Drawing on insights from a Sunday Times article on parent–child brain synchrony, interactive story time does more than entertain. Research shows that when adults and children read together, their brains begin to synchronize, supporting attention, connection, and understanding. The more engaging and responsive the reading experience is, the stronger this synchrony becomes.
This month’s Quick Tip highlights how tuning into a child’s regulation needs—through movement, sensory input, and predictable routines—creates the foundation for learning and connection. Regulation is a child’s ability to feel organized and steady enough inside their body to participate in play, communication, and relationships. It’s not about being calm or still; it’s about feeling available. When we support regulation, we open the door for children to show their thinking, curiosity, and capacity for meaningful engagement.
👉Watch the Quick Tip video
Balance Fidelity and Flexibility: Follow intervention guidelines but adapt responsively to family needs and contexts.
Prioritize Alliance: Building trust and collaboration with caregivers may be as critical as technical fidelity.
Support Caregiver Confidence: Provide coaching that enhances caregiver self-efficacy, as this predicts sustained strategy use.
Use Video Feedback: Behavioral coding of sessions can help providers reflect on both fidelity and adaptations.
Focus on Everyday Routines: Embed strategies into natural family routines to increase relevance and sustainability.
This study shows that bringing evidence‑based interventions into everyday early intervention programs is more complicated than it might seem. It also suggests that following a model “by the book” doesn’t automatically lead to strong caregiver engagement or a positive working relationship. What seems to matter just as much is the ability to adapt in thoughtful, responsive ways that help families feel supported and understood. These findings highlight the importance of approaches that balance fidelity with the realities of each family, provider, and community setting, so that interventions can work well in real life—not just in research studies.
Click the article (above) to learn more about why strong relationships—not just strict fidelity—drive meaningful early intervention outcomes.
Magnet tiles open the door to endless building, exploring, and imagining. This Play of the Month invites children to click, stack, slide, sort, and create—turning simple geometric pieces into towers, roads, rockets, animal homes, or whole pretend worlds. With just a handful of tiles, play becomes a space for connection, communication, problem‑solving, and joyful discovery.
See below for activity ideas and learning goals linked to the ESDM Curriculum Checklist items to help you discover the play level that best suits your child or the children and families you support in early learning environments.
Pay attention to what children like (or seem curious about) and follow their lead as long as you are a part of the action, too. Remember, the most important thing is for children to have fun doing this with you! Fun means engagement and that excites children's brains and bodies for meaningful learning to happen.
Simple Play (Sensorimotor & Exploratory)
These activities focus on cause-and-effect, sensory exploration, and basic motor skills—like banging, mouthing, or dropping—just to see what happens.
Combination Play (Functional & Constructive)
These activities involve using materials together with intention—building, matching, or organizing.
Simple Houses- Use 3–4 tiles to make a tiny house shape. Add a door tile and invite the child to open/close it.
Color Towers- Sort tiles by color and build a tower for each one. Compare which tower is taller or shorter.
Bridges & Roads- Use tiles to make a bridge and drive cars underneath or across the top.
Symbolic Play (Pretend & Representational)
These activities support imagination, role play, and storytelling.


_Task statement_
Give the records back in full, exactly as they read.

_Information_
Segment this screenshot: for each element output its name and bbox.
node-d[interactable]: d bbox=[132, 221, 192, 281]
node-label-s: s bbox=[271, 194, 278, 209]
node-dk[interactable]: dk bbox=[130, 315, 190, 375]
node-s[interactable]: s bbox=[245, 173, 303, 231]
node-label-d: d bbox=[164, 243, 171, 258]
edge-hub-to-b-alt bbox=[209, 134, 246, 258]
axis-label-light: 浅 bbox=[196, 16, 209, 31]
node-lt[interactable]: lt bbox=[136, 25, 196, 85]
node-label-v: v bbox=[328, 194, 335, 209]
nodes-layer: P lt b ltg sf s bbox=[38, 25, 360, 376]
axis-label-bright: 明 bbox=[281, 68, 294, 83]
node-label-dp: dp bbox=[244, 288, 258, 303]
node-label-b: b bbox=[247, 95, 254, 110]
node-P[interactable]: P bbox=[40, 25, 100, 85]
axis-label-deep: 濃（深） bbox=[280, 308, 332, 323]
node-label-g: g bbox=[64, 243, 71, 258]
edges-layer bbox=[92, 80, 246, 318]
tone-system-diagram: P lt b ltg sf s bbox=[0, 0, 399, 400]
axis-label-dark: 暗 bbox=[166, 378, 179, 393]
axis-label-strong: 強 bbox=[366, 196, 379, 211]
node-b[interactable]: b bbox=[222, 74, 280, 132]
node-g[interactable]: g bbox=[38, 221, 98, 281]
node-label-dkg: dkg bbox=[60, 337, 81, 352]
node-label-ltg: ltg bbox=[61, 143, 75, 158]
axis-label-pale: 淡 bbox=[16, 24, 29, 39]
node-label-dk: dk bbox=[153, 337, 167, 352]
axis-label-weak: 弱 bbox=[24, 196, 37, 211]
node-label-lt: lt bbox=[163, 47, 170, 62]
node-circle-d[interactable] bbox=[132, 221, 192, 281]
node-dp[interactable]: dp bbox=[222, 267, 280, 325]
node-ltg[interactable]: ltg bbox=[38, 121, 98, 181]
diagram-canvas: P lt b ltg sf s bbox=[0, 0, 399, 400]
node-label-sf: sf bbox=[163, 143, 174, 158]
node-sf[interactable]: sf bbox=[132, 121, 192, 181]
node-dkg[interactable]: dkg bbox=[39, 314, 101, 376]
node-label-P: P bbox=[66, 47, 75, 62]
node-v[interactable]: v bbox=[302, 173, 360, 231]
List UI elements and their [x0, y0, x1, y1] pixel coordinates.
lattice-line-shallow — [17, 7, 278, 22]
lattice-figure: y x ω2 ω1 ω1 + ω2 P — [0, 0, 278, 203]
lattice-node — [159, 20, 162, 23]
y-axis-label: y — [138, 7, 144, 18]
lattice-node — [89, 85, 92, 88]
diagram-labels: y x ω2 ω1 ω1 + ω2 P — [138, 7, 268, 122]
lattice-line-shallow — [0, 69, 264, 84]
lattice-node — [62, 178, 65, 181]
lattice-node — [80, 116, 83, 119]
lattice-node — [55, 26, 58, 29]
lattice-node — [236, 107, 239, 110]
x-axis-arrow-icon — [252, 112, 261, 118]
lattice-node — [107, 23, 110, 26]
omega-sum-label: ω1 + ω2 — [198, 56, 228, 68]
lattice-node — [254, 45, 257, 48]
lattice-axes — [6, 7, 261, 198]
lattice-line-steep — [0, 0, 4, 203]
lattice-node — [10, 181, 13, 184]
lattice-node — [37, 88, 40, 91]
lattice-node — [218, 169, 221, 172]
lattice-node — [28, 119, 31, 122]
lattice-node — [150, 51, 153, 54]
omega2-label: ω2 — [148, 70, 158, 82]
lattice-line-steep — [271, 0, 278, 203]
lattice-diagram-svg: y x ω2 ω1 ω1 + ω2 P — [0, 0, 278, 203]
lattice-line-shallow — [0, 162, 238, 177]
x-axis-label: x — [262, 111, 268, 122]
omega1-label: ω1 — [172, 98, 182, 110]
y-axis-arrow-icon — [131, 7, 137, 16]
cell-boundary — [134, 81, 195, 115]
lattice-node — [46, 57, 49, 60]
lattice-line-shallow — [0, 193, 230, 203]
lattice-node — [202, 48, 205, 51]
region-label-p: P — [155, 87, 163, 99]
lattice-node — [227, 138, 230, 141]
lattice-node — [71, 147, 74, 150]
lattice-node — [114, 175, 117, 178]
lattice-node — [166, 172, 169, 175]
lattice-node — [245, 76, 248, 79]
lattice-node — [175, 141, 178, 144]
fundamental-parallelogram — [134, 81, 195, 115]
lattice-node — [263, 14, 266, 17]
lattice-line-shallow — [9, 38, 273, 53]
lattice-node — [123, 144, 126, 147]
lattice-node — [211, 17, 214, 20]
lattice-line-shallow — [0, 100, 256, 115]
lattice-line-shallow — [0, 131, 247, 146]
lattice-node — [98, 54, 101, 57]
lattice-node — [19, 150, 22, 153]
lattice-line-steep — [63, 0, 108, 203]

_Reply to the task_
Segment this screenshot: for each element output its name and bbox.
node-d[interactable]: d bbox=[132, 221, 192, 281]
node-label-s: s bbox=[271, 194, 278, 209]
node-dk[interactable]: dk bbox=[130, 315, 190, 375]
node-s[interactable]: s bbox=[245, 173, 303, 231]
node-label-d: d bbox=[164, 243, 171, 258]
edge-hub-to-b-alt bbox=[209, 134, 246, 258]
axis-label-light: 浅 bbox=[196, 16, 209, 31]
node-lt[interactable]: lt bbox=[136, 25, 196, 85]
node-label-v: v bbox=[328, 194, 335, 209]
nodes-layer: P lt b ltg sf s bbox=[38, 25, 360, 376]
axis-label-bright: 明 bbox=[281, 68, 294, 83]
node-label-dp: dp bbox=[244, 288, 258, 303]
node-label-b: b bbox=[247, 95, 254, 110]
node-P[interactable]: P bbox=[40, 25, 100, 85]
axis-label-deep: 濃（深） bbox=[280, 308, 332, 323]
node-label-g: g bbox=[64, 243, 71, 258]
edges-layer bbox=[92, 80, 246, 318]
tone-system-diagram: P lt b ltg sf s bbox=[0, 0, 399, 400]
axis-label-dark: 暗 bbox=[166, 378, 179, 393]
axis-label-strong: 強 bbox=[366, 196, 379, 211]
node-b[interactable]: b bbox=[222, 74, 280, 132]
node-g[interactable]: g bbox=[38, 221, 98, 281]
node-label-dkg: dkg bbox=[60, 337, 81, 352]
node-label-ltg: ltg bbox=[61, 143, 75, 158]
axis-label-pale: 淡 bbox=[16, 24, 29, 39]
node-label-dk: dk bbox=[153, 337, 167, 352]
axis-label-weak: 弱 bbox=[24, 196, 37, 211]
node-label-lt: lt bbox=[163, 47, 170, 62]
node-circle-d[interactable] bbox=[132, 221, 192, 281]
node-dp[interactable]: dp bbox=[222, 267, 280, 325]
node-ltg[interactable]: ltg bbox=[38, 121, 98, 181]
diagram-canvas: P lt b ltg sf s bbox=[0, 0, 399, 400]
node-label-sf: sf bbox=[163, 143, 174, 158]
node-sf[interactable]: sf bbox=[132, 121, 192, 181]
node-dkg[interactable]: dkg bbox=[39, 314, 101, 376]
node-label-P: P bbox=[66, 47, 75, 62]
node-v[interactable]: v bbox=[302, 173, 360, 231]
List UI elements and their [x0, y0, x1, y1] pixel coordinates.
lattice-line-shallow — [17, 7, 278, 22]
lattice-figure: y x ω2 ω1 ω1 + ω2 P — [0, 0, 278, 203]
lattice-node — [159, 20, 162, 23]
y-axis-label: y — [138, 7, 144, 18]
lattice-node — [89, 85, 92, 88]
diagram-labels: y x ω2 ω1 ω1 + ω2 P — [138, 7, 268, 122]
lattice-line-shallow — [0, 69, 264, 84]
lattice-node — [62, 178, 65, 181]
lattice-node — [80, 116, 83, 119]
lattice-node — [55, 26, 58, 29]
lattice-node — [236, 107, 239, 110]
x-axis-arrow-icon — [252, 112, 261, 118]
lattice-node — [107, 23, 110, 26]
omega-sum-label: ω1 + ω2 — [198, 56, 228, 68]
lattice-node — [254, 45, 257, 48]
lattice-axes — [6, 7, 261, 198]
lattice-line-steep — [0, 0, 4, 203]
lattice-node — [10, 181, 13, 184]
lattice-node — [37, 88, 40, 91]
lattice-node — [218, 169, 221, 172]
lattice-node — [28, 119, 31, 122]
lattice-node — [150, 51, 153, 54]
omega2-label: ω2 — [148, 70, 158, 82]
lattice-line-steep — [271, 0, 278, 203]
lattice-diagram-svg: y x ω2 ω1 ω1 + ω2 P — [0, 0, 278, 203]
lattice-line-shallow — [0, 162, 238, 177]
x-axis-label: x — [262, 111, 268, 122]
omega1-label: ω1 — [172, 98, 182, 110]
y-axis-arrow-icon — [131, 7, 137, 16]
cell-boundary — [134, 81, 195, 115]
lattice-node — [46, 57, 49, 60]
lattice-line-shallow — [0, 193, 230, 203]
lattice-node — [202, 48, 205, 51]
region-label-p: P — [155, 87, 163, 99]
lattice-node — [227, 138, 230, 141]
lattice-node — [71, 147, 74, 150]
lattice-node — [114, 175, 117, 178]
lattice-node — [166, 172, 169, 175]
lattice-node — [245, 76, 248, 79]
lattice-node — [175, 141, 178, 144]
fundamental-parallelogram — [134, 81, 195, 115]
lattice-node — [263, 14, 266, 17]
lattice-line-shallow — [9, 38, 273, 53]
lattice-node — [123, 144, 126, 147]
lattice-node — [211, 17, 214, 20]
lattice-line-shallow — [0, 100, 256, 115]
lattice-line-shallow — [0, 131, 247, 146]
lattice-node — [98, 54, 101, 57]
lattice-node — [19, 150, 22, 153]
lattice-line-steep — [63, 0, 108, 203]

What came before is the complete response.